Man, these titles are getting long. One problem with "fixing words" is that the replacements for the old ones are often twice as long and wordy, and they, too, will someday be deemed inappropriate and need to be replaced with even longer words. The meanings are not as clear; back in the 1990s, this would have been called race and background options, six syllables versus the nine of this title. Also, "Supplement 1" tacked on there makes an even wordy title so long it probably rolls over on my post title.
I was raised on the use of clear and concise language. Using more words than was needed was disrespectful to your reader and their time.
That said, this book is good for ToV players. ToV desperately needs more options! This is a good first step, even if it is PDF-only at this point. I would love to see many more titles come out in this line and for them to be collected into a hardcover.
We get six new lineages, ten new heritages, and a background here, covering some less-popular options but important ones like goblin, lizardfolk, gnoll, dryad, and dhampir. Eonic is a time-traveler who would work better as a background (and allow for different lineages to be from the future, too). They can't time travel; they just randomly see the future.
This supplement is a step in the right direction for ToV players, but it's just the beginning. We're hungry for more, especially in the form of new class options and character development. The Midgard character option department, in particular, is in urgent need of expansion. We're ready for more, and we're ready now.
The downside? Five of the six lineage options have a dark vision ability. I swear this is a massive problem with all of 5E these days (addressed in Level Up A5E and Shadowdark), and most of 5E being a "dark vision party" is a joke at this point in gaming. Tales need to keep compatibility, so they suffer.
Dark vision for nearly everyone is one of the laziest design decisions in 5E, and at this point, just get rid of light sources and assume everyone (even humans) can see in the dark. This is also why many are leaving for Shadowdark, a game that takes light mechanics seriously appeals to so many, and that "fear of the dark" thing ingrained in humans that "in-humanist designers" fail to see in their rush to make everything play fairly like a mobile phone game rigged to sell stamina and currencies.
Nobody wants to play a "light game" in D&D, so they give everyone dark vision and hand-wave it away as a non-problem.
This book needed a few more backgrounds; only having one feels like a mistake. The PDF could have gone two more pages and given us at least four to six new ones. Level Up Advanced 5E blows ToV out of the water when it comes to character background choices, and once you start designing them and pulling in others from 3rd party books, you have almost too many - and that is a good thing.
This book highlights the differences between Tales of the Valiant and Level Up Advanced 5E. ToV needs to maintain D&D compatibility, so they must take D&D's flaws into account and make it work. Level Up threw out parts of D&D that were garbage and fixed the systems to make them fun and support the classic pillars of play.
I feel that maintaining D&D compatibility (which is different from 5E compatibility) will drag your game down with the hot mess from 2014 to 2024, with ten years of broken expansion books. I love ToV, but Level Up is the more radically redesigned and fixed version of 5E on the market. Outside the new "Queen of the Throne" of dungeon crawling, the excellent Shadowdark.
It also tells that the games that fix the dark vision problem are seen as better experiences. We live in strange times.
A great book; more of this is needed; please keep them coming, Kobold Press.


▶ **WHAT TO PRODUCE**
Everything from the first line of the material below through the line containing "Task: Click on the div: ✅Shipped" must be retyped exactly, and nothing past it.

▶ **PROVIDED MATERIAL**
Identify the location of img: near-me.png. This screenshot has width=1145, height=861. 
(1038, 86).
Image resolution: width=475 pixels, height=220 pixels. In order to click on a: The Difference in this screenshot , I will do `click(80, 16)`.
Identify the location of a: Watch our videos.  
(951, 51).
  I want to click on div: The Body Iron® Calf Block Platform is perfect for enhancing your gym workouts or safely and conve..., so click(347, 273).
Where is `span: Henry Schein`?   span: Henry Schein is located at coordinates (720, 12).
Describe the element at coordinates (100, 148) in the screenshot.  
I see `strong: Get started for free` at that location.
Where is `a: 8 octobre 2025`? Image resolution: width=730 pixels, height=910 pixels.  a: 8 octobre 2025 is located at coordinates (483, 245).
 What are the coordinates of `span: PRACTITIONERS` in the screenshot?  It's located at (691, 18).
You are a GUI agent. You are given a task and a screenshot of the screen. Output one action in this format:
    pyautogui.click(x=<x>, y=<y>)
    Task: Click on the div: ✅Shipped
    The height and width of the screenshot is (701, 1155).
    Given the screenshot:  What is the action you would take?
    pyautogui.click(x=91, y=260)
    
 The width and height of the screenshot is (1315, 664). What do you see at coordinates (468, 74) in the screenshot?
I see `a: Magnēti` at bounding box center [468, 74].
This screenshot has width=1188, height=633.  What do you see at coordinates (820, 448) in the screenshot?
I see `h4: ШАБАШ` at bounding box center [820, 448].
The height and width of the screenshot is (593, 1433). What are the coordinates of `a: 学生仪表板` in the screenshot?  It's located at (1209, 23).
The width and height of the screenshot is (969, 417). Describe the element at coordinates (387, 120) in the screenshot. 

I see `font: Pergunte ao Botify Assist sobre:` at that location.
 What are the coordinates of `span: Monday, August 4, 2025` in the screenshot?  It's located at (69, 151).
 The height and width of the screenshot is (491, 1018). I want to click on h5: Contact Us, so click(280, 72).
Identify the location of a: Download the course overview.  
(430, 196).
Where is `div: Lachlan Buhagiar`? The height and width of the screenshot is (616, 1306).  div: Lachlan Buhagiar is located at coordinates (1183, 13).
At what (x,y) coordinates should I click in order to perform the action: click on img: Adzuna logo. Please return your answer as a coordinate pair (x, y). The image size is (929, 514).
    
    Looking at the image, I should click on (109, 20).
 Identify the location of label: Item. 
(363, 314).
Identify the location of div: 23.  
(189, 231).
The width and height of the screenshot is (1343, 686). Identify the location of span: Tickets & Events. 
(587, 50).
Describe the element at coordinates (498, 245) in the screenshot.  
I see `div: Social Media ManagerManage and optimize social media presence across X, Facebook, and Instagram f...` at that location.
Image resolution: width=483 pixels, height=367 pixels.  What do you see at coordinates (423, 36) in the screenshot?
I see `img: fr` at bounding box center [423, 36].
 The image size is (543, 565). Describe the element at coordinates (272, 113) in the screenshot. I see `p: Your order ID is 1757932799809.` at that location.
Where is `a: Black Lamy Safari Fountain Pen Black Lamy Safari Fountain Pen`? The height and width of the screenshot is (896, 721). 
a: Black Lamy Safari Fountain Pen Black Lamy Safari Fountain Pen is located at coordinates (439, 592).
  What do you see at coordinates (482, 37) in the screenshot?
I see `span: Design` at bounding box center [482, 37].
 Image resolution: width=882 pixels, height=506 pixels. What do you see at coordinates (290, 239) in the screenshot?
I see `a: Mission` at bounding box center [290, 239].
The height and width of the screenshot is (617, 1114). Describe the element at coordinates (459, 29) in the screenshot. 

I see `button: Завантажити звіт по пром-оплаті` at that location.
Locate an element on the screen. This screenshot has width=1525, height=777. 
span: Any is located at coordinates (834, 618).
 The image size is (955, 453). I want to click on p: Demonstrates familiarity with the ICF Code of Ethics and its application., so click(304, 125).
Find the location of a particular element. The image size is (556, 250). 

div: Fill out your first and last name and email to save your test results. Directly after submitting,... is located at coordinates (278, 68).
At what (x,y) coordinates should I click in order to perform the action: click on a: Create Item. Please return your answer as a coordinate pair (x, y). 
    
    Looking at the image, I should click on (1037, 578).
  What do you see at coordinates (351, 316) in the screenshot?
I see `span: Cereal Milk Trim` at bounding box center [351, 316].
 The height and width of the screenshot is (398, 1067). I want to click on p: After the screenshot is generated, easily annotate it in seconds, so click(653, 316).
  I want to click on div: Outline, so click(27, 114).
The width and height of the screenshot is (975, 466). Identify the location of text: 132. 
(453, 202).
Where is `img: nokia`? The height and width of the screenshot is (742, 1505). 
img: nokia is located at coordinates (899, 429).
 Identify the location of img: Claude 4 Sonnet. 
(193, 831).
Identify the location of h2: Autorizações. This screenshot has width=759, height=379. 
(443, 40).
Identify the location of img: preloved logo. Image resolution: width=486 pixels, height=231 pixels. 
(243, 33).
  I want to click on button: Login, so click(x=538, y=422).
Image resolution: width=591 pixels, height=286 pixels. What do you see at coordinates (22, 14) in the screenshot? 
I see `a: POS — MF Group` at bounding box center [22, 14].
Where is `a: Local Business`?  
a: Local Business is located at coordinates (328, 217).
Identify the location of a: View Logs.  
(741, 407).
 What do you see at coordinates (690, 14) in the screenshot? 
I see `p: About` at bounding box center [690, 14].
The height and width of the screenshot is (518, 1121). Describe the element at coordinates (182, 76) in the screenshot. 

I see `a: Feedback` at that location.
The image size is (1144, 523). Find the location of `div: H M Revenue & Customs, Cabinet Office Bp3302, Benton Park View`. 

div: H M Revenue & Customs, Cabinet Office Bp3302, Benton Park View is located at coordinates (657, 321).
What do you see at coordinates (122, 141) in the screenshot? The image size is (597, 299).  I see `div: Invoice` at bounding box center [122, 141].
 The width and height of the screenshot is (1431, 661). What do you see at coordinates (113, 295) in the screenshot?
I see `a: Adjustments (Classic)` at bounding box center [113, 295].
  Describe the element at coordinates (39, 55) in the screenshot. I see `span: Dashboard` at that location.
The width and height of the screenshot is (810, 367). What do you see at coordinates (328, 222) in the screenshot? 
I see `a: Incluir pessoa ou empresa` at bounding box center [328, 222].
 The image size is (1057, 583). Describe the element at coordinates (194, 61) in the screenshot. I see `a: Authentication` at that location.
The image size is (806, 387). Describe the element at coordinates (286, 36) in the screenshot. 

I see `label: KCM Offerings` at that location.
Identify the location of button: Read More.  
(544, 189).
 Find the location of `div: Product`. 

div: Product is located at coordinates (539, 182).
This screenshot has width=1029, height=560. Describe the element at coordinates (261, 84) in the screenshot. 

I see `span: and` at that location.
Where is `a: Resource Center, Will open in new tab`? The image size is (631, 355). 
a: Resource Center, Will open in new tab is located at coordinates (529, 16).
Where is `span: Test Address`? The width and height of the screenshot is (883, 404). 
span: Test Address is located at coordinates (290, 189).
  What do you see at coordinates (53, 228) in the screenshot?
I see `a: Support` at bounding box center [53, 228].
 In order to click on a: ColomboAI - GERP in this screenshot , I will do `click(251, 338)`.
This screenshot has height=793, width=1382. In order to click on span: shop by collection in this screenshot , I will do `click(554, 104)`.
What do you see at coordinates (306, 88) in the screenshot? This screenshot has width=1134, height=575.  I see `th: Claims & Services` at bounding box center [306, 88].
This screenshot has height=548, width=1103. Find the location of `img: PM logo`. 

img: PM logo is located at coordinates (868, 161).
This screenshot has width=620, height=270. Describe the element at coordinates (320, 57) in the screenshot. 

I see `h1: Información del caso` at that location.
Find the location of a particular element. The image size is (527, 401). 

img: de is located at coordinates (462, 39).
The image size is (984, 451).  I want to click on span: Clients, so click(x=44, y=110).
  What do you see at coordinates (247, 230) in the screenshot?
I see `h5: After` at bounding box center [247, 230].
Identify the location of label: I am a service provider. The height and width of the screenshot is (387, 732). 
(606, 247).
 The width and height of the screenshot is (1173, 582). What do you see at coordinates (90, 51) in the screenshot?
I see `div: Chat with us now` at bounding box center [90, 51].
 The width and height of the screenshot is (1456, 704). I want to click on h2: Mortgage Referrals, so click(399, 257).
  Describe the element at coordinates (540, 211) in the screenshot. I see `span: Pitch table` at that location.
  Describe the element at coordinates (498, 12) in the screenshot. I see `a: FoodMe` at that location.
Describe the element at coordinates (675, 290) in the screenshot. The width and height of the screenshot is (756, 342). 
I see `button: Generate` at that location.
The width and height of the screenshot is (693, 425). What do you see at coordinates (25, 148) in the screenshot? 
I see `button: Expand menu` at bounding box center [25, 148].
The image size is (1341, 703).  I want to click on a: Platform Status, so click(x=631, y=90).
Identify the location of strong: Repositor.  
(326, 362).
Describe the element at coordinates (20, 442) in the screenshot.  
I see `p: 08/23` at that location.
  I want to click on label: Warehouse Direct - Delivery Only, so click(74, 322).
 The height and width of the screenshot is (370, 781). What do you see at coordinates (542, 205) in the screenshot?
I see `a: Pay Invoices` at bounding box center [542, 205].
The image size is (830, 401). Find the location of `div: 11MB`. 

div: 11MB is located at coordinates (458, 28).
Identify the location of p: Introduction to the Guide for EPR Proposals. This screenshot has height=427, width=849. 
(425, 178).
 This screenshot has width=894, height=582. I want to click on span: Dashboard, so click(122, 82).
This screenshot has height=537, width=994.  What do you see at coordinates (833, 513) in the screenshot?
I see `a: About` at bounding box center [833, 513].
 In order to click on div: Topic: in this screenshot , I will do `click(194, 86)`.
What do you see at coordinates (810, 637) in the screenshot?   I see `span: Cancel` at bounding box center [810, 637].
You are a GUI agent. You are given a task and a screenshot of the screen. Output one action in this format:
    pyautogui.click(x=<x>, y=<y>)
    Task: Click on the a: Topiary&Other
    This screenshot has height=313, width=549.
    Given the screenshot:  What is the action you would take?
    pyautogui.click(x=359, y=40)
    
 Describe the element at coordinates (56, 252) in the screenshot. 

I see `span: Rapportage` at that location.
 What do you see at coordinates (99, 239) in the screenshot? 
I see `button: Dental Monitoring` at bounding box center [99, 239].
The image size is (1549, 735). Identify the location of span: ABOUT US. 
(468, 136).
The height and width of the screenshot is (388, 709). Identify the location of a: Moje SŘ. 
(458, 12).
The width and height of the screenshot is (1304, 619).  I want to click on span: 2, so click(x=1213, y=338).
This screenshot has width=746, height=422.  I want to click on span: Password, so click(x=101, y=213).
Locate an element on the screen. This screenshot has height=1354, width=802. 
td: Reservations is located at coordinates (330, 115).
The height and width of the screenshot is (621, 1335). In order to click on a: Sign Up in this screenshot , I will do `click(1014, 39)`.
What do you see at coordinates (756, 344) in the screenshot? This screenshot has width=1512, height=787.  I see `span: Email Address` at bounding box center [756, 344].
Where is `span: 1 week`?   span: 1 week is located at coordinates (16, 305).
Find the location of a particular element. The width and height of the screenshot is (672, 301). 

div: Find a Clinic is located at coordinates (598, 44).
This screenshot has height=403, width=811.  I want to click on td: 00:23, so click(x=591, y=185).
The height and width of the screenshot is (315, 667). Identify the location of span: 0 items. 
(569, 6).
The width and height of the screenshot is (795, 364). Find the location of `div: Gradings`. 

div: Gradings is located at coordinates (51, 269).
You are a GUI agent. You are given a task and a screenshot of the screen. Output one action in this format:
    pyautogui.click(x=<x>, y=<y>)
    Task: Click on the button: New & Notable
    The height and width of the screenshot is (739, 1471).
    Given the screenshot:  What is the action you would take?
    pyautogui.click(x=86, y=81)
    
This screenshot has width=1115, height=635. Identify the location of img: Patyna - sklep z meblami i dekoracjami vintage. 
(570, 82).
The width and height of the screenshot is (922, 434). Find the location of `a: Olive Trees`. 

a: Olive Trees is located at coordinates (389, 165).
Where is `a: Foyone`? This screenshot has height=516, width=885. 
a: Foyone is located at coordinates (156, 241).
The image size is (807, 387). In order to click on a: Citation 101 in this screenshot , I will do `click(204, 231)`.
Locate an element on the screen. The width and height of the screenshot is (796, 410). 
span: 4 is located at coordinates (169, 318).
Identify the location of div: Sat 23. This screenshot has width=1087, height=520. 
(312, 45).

▶ **FINISHED EXERCISE**
Identify the location of img: near-me.png. This screenshot has width=1145, height=861. 
(1038, 86).
Image resolution: width=475 pixels, height=220 pixels. In order to click on a: The Difference in this screenshot , I will do `click(80, 16)`.
Identify the location of a: Watch our videos.  
(951, 51).
  I want to click on div: The Body Iron® Calf Block Platform is perfect for enhancing your gym workouts or safely and conve..., so click(347, 273).
Where is `span: Henry Schein`?   span: Henry Schein is located at coordinates (720, 12).
Describe the element at coordinates (100, 148) in the screenshot.  
I see `strong: Get started for free` at that location.
Where is `a: 8 octobre 2025`? Image resolution: width=730 pixels, height=910 pixels.  a: 8 octobre 2025 is located at coordinates (483, 245).
 What are the coordinates of `span: PRACTITIONERS` in the screenshot?  It's located at (691, 18).
You are a GUI agent. You are given a task and a screenshot of the screen. Output one action in this format:
    pyautogui.click(x=<x>, y=<y>)
    Task: Click on the div: ✅Shipped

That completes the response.